Variation: command-line WSGI servers

You could also do away with the entry point and instead use waitress-serve on the command line directly. For this we need to first create a factory function that returns the fully configured WSGI app:

def wsgi_factory():
   morepath.autosetup()
   return App()

$ waitress-serve --call myproject.main:wsgi_factory

This uses waitress’s --call functionality to invoke a WSGI factory instead of a WSGI function. If you want to use a WSGI function directly we have to create one using the wsgi_factory function we just defined. To avoid circular dependencies you should do it in a separate module that is only used for this purpose, say wsgi.py:

prepared_app = wsgi_factory()

You can then do:

$ waitress-serve myproject.wsgi:prepared_app

You can also use gunicorn this way:

$ gunicorn -w 4 myproject.wsgi:prepared_app

Model module

The model.py module is where we define the models relevant to the web application. They may integrate with some kind of database system, for instance the SQLAlchemy ORM. Note that your model code is completely independent from Morepath and there is no reason to import anything Morepath related into this module. Here is an example model.py that just uses plain Python classes:

class Document(object):
    def __init__(self, id, title, content):
        self.id = id
        self.title = title
        self.content = content

Variation: models elsewhere

Sometimes you don’t want to include model definitions in the same codebase that also implements a web application, as you would like to reuse them outside of the web context without any dependencies on Morepath. Your model classes are independent from Morepath, so this is easy to do: just put them in a separate project and depend on it from your web project.

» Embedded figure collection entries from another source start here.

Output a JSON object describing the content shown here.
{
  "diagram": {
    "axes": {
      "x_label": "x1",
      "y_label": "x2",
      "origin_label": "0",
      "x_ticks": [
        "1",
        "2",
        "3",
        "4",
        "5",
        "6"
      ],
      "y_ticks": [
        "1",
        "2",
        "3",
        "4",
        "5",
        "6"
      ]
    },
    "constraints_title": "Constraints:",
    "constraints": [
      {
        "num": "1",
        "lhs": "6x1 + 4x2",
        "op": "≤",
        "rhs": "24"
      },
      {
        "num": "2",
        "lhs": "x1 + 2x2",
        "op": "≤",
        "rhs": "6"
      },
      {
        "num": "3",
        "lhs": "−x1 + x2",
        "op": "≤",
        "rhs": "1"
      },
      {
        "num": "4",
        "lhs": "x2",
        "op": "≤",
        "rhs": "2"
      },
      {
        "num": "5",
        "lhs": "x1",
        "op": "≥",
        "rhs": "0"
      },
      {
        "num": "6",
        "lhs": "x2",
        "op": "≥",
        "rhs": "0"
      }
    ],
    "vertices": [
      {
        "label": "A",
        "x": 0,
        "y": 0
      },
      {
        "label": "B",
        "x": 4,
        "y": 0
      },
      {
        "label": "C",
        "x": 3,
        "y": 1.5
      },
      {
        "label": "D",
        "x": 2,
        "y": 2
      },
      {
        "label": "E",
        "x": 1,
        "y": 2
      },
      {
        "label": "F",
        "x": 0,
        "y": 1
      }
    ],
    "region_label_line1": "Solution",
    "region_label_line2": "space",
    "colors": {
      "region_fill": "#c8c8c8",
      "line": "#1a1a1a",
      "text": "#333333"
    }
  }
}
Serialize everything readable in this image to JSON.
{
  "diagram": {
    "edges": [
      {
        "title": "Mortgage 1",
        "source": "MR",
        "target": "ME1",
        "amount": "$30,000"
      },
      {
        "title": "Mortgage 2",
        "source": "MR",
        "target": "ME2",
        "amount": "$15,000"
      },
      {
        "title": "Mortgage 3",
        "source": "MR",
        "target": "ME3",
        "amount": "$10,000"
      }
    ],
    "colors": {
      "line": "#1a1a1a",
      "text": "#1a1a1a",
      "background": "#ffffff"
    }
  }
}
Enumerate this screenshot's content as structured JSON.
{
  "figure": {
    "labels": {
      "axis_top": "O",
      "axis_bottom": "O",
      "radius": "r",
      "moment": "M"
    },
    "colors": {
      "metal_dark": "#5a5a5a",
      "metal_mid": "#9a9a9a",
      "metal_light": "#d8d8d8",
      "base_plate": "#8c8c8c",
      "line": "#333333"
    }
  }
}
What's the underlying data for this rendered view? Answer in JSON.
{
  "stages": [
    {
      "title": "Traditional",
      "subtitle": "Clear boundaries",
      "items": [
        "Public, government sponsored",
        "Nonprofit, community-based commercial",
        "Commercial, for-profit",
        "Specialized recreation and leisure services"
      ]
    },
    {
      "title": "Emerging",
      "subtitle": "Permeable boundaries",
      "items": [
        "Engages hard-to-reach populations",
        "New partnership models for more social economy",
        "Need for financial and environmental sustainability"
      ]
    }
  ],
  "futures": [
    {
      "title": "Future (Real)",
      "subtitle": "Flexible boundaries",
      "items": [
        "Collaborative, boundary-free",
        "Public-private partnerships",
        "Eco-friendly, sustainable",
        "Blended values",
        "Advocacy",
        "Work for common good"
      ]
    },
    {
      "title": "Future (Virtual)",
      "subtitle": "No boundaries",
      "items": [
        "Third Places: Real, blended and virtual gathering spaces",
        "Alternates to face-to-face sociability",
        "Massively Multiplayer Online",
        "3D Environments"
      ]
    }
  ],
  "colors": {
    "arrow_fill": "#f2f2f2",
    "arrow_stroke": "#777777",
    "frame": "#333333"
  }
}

You can also have a project that reuses models defined by another Morepath project. Each Morepath app is isolated from the others by default, so you could remix its models into a whole new web application.

Variation: collection module

An application tends to contain two kinds of models:

  • content object models, i.e. a Document. If you use an ORM like SQLAlchemy these would typically be backed by a table.
  • collection models, i.e. a collection of documents. This typically let you browse content models, search/filter for them, and let you add or remove them.

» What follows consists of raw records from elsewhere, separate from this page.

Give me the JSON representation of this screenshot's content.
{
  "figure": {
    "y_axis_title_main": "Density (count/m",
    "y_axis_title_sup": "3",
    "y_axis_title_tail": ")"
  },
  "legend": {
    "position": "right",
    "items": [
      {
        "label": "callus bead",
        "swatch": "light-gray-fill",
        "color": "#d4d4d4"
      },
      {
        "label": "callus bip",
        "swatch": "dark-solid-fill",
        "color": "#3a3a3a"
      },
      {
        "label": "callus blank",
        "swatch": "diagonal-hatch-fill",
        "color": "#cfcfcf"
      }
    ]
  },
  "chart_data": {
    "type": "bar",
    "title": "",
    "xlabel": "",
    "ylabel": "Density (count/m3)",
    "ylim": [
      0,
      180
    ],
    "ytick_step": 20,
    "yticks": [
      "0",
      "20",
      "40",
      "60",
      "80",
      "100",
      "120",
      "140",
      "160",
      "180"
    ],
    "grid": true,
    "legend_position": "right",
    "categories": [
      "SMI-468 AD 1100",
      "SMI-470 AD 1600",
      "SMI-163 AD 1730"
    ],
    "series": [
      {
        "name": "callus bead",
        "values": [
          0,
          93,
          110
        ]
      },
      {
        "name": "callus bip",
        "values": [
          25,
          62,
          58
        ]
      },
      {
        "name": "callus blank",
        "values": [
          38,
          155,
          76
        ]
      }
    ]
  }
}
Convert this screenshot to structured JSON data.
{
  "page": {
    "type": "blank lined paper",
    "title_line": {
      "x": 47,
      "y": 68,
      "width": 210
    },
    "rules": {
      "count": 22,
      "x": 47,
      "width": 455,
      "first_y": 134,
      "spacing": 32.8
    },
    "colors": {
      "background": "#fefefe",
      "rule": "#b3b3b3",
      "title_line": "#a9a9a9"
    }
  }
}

Since collection models tend to not be backed by a database directly but are often application-specific classes, it can make sense to maintain them in a separate collection.py module. This module, like model.py also does not have any dependencies on Morepath.

Path module

Now that we have models, we need to publish them on the web. First we need to define their paths. We do this in a path.py module:

from myproject.main import app
from myproject import model

@App.path(model=model.Document, path='documents/{id}')
def get_document(id):
   if id != 'foo':
      return None # not found
   return Document('foo', 'Foo document', 'FOO!')

In the functions decorated by App.path() we do whatever query is necessary to retrieve the model instance from a database, or return None if the model cannot be found.

Morepath allows you to scatter @App.path decorators throughout your codebase, but by putting them all together in a single module it becomes really easy to inspect and adjust the URL structure of your application, and to see exactly what is done to query or construct the model instances. Once it becomes really big you can always split a single path module into multiple ones, though at that point you may want to consider splitting off a separate project with its own application instead.

View module

We have models and they’re published on a path. Now we need to represent them as actual web resources. We do this in the view.py module:

from myproject.main import app
from myproject import model

@App.json(model=model.Document)
def document_default(self, request):
    return {'id': self.id, 'title': self.title, 'content': self.content }

Here we use App.view(), App.json() and App.html() directives to declare views.

By putting them all in a view module it becomes easy to inspect and adjust how models are represented, but of course if this becomes large it’s easy to split it into multiple modules.